Democrat Presidential Candidates Sprint to the Left

Member Group : Matt Mackowiak

Every week, the Democratic presidential field grows.

Democrats clearly believe their party’s nomination is worth having in 2020.

This will be the largest Democratic field ever and the race is beginning earlier, with greater intensity, than ever before.

The Democratic presidential primary is a race to the left. And it’s looking like a sprint.

Former Starbucks CEO Howard Schultz is considering an independent bid for president on the basis that the Democratic nominee will be too extreme, creating a path down the middle for an independent candidate.

One way to think about the large Democratic field for president is “purists” and “pragmatists.”

The early candidate announcements are full of purists.

Sen. Kamala D. Harris of California supports Medicare-for-all, a litmus test issue in the Democratic primary.

Sen. Cory A. Booker of New Jersey and Sen. Elizabeth Warren of Massachusetts have embraced tuition-free college and single-payer health care.

Four Democratic senators now running for president immediately endorsed the Green New Deal, championed by freshman Rep. Alexandria Ocasio-Cortez of New York.

Sen. Bernard Sanders, Vermont independent, calls himself a Democratic-socialist, and his platform, which was viewed as extreme just four years ago, is now firmly in the ideological center of the Democratic Party.

His run against the Democratic establishment in 2016 got further than many predicted. He won 23 Democratic primaries and caucuses (compared to 34 for Hillary Clinton) and earned more than 1,800 delegates.

Two potential Democratic candidates would be new entrants on the “pragmatists” side of the party: former Vice President Joseph R. Biden and former New York City Mayor Mike Bloomberg.

Mr. Biden and Mr. Bloomberg are hardly left-wing extremists. If either jumps in to the 2020 race, it will be because they believe they can make an electability argument to Democratic primary voters.

The purity test is being applied to every Democratic candidate. No quarter is given to candidates who embrace a moderate position on a major policy issue.

Primaries are about enthusiasm — and electability arguments are a terrible generator of enthusiasm in primaries.

As the Democratic presidential candidates move further to the left, it will make President Trump’s path to re-election clearer.

Mr. Trump began to shape the contrast with his State of the Union address in this month, thundering that America will “never be a socialist country.” As evidence of their acute dilemma, Democratic members of Congress in the audience did not know whether to applaud or not.

The Trump campaign wants to make the 2020 election a referendum on socialism, and Democrats are increasingly uncomfortable having to defend socialism.

No Democratic candidate wants to turn off primary voters early in a campaign. But the purity tests that all Democratic presidential candidates will face throughout the primary will be intense.

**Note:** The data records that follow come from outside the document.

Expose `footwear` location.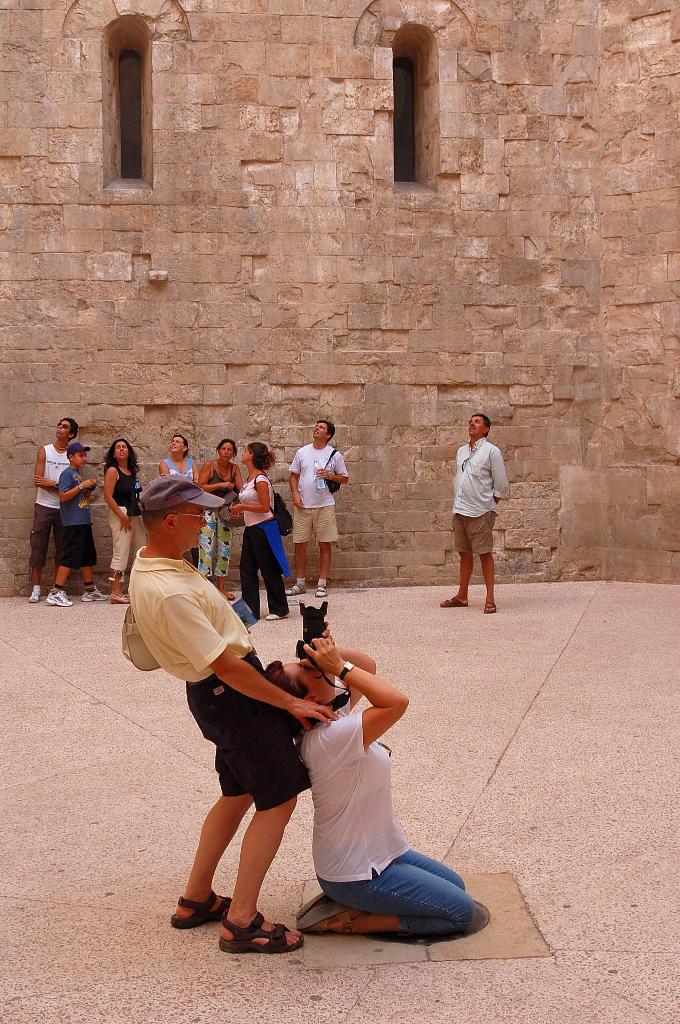
Exposed at (296, 903, 366, 933).
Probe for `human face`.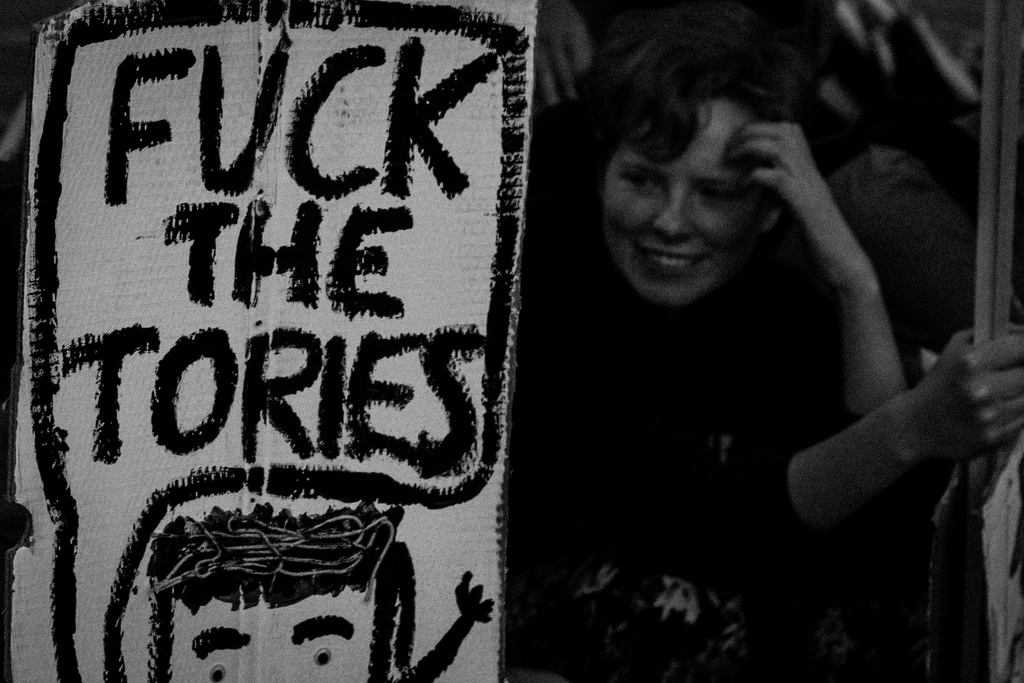
Probe result: bbox=(172, 590, 372, 682).
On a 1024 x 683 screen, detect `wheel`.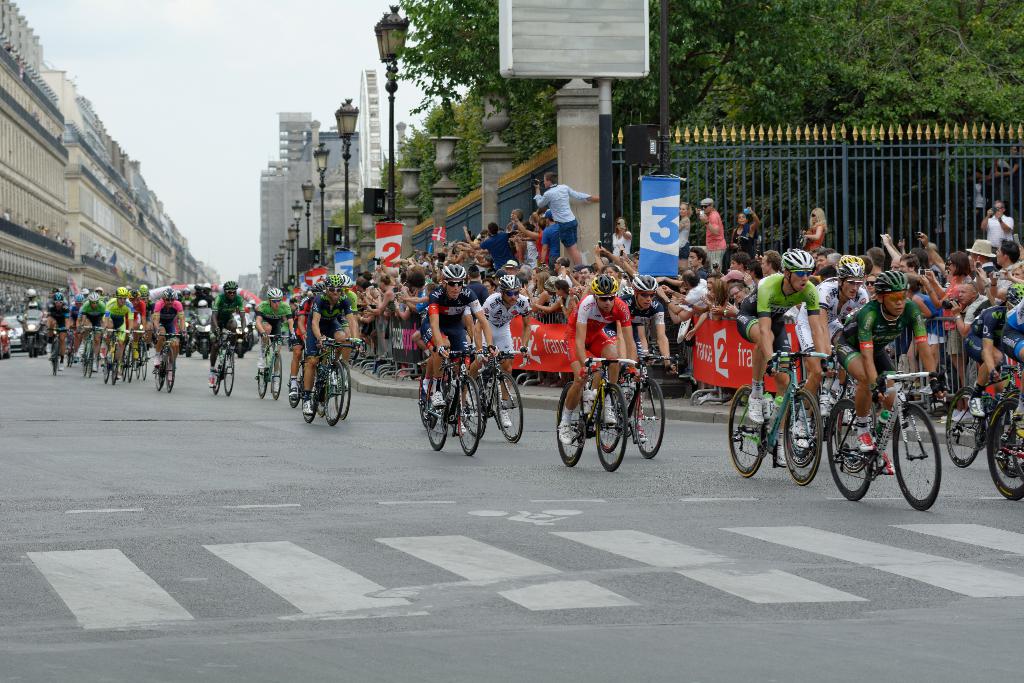
box(223, 349, 234, 394).
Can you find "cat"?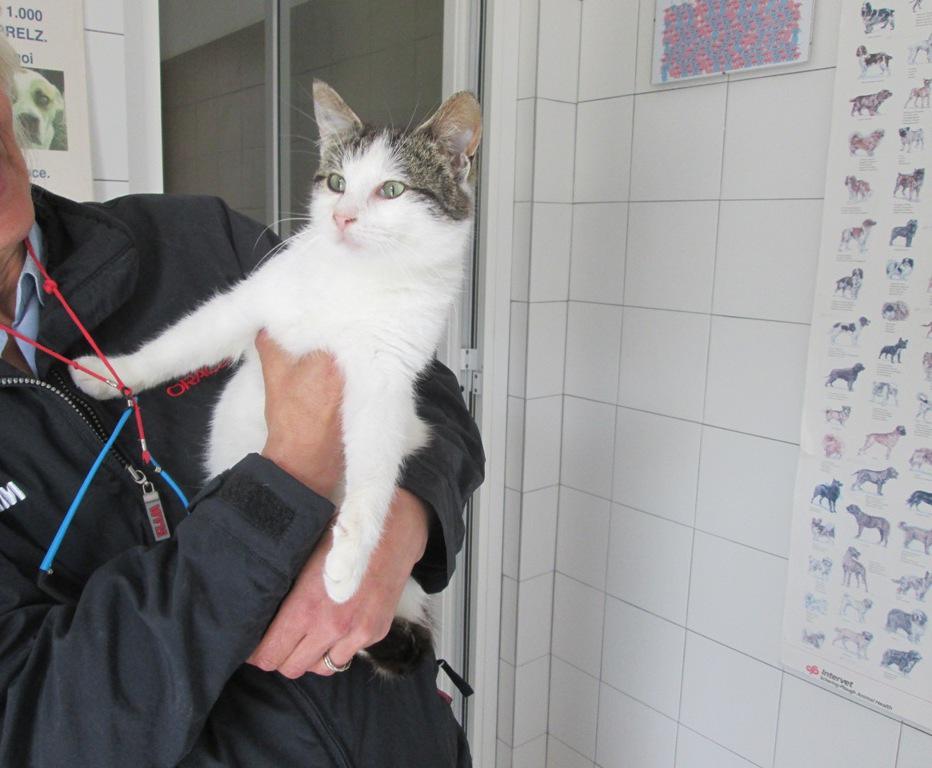
Yes, bounding box: [65,76,485,680].
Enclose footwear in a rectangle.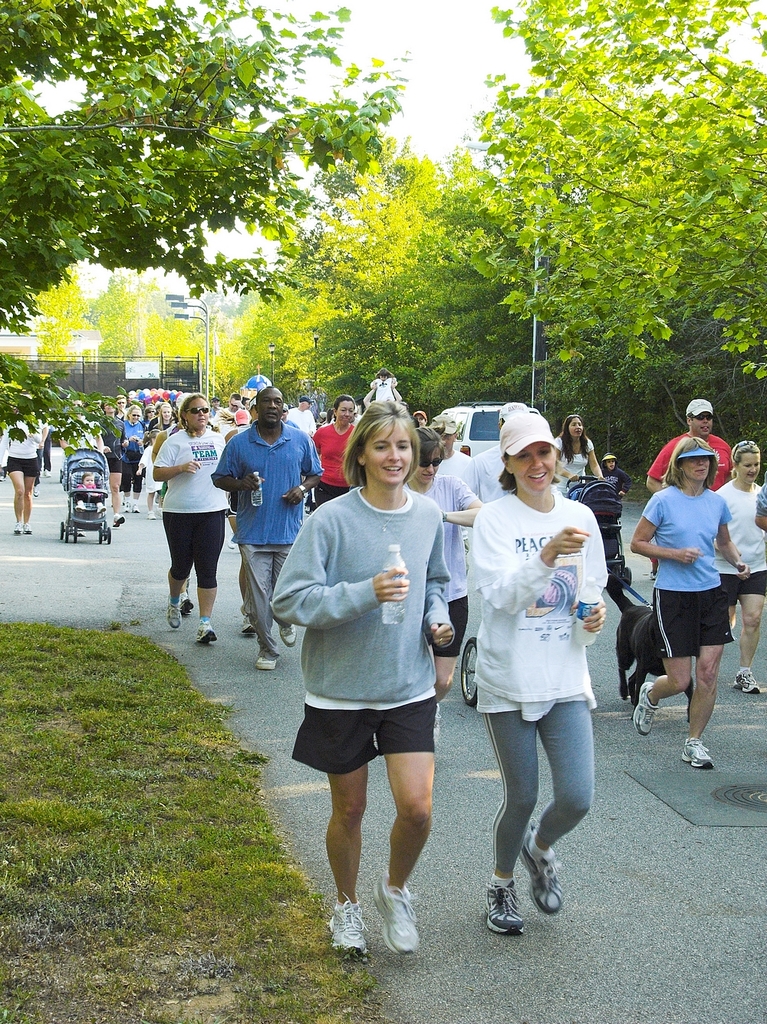
bbox(97, 504, 107, 515).
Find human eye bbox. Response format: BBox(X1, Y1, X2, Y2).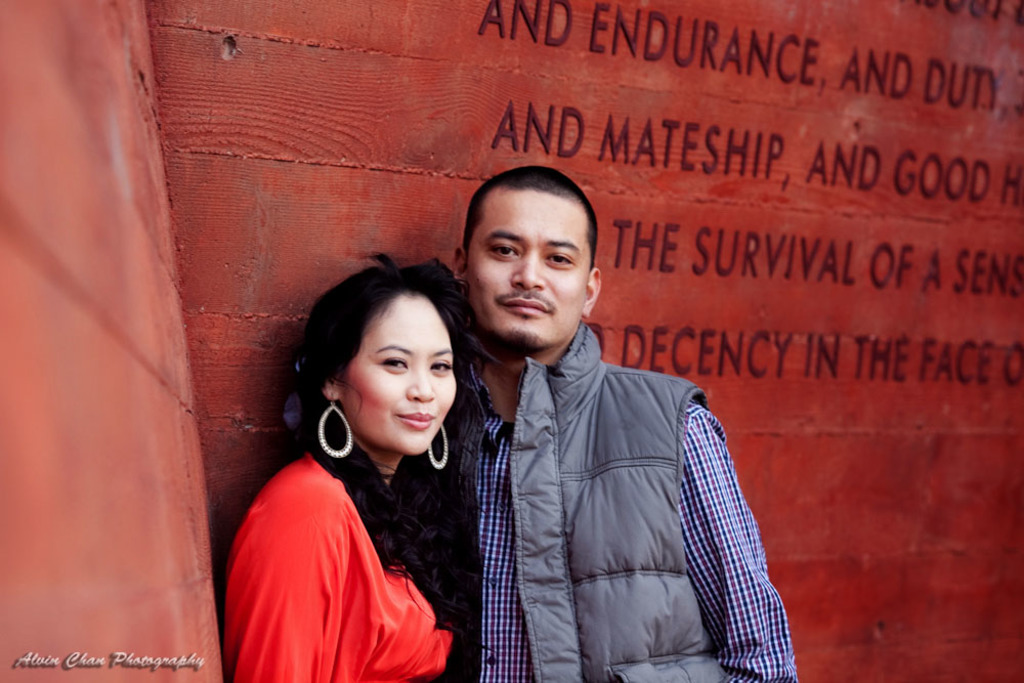
BBox(484, 240, 519, 262).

Will Democratic voters shift to prioritize electability in the primary?

A recent poll from Monmouth University found that 56 percent of Democrats prefer a stronger candidate against Mr. Trump, while just 33 percent said they prefer someone who aligns with them on issues.

Will Democratic primary voters in Iowa, New Hampshire and South Carolina vote with their heads or their hearts?

Democrats may make a grievous mistake this cycle.

They may believe that anyone can beat Mr. Trump. That’s wishful thinking.

• Matt Mackowiak is president of Austin, Texas, and Washington, D.C.-based Potomac Strategy Group. He’s a Republican consultant, a Bush administration and Bush-Cheney re-election campaign veteran and former press secretary to two U.S. senators.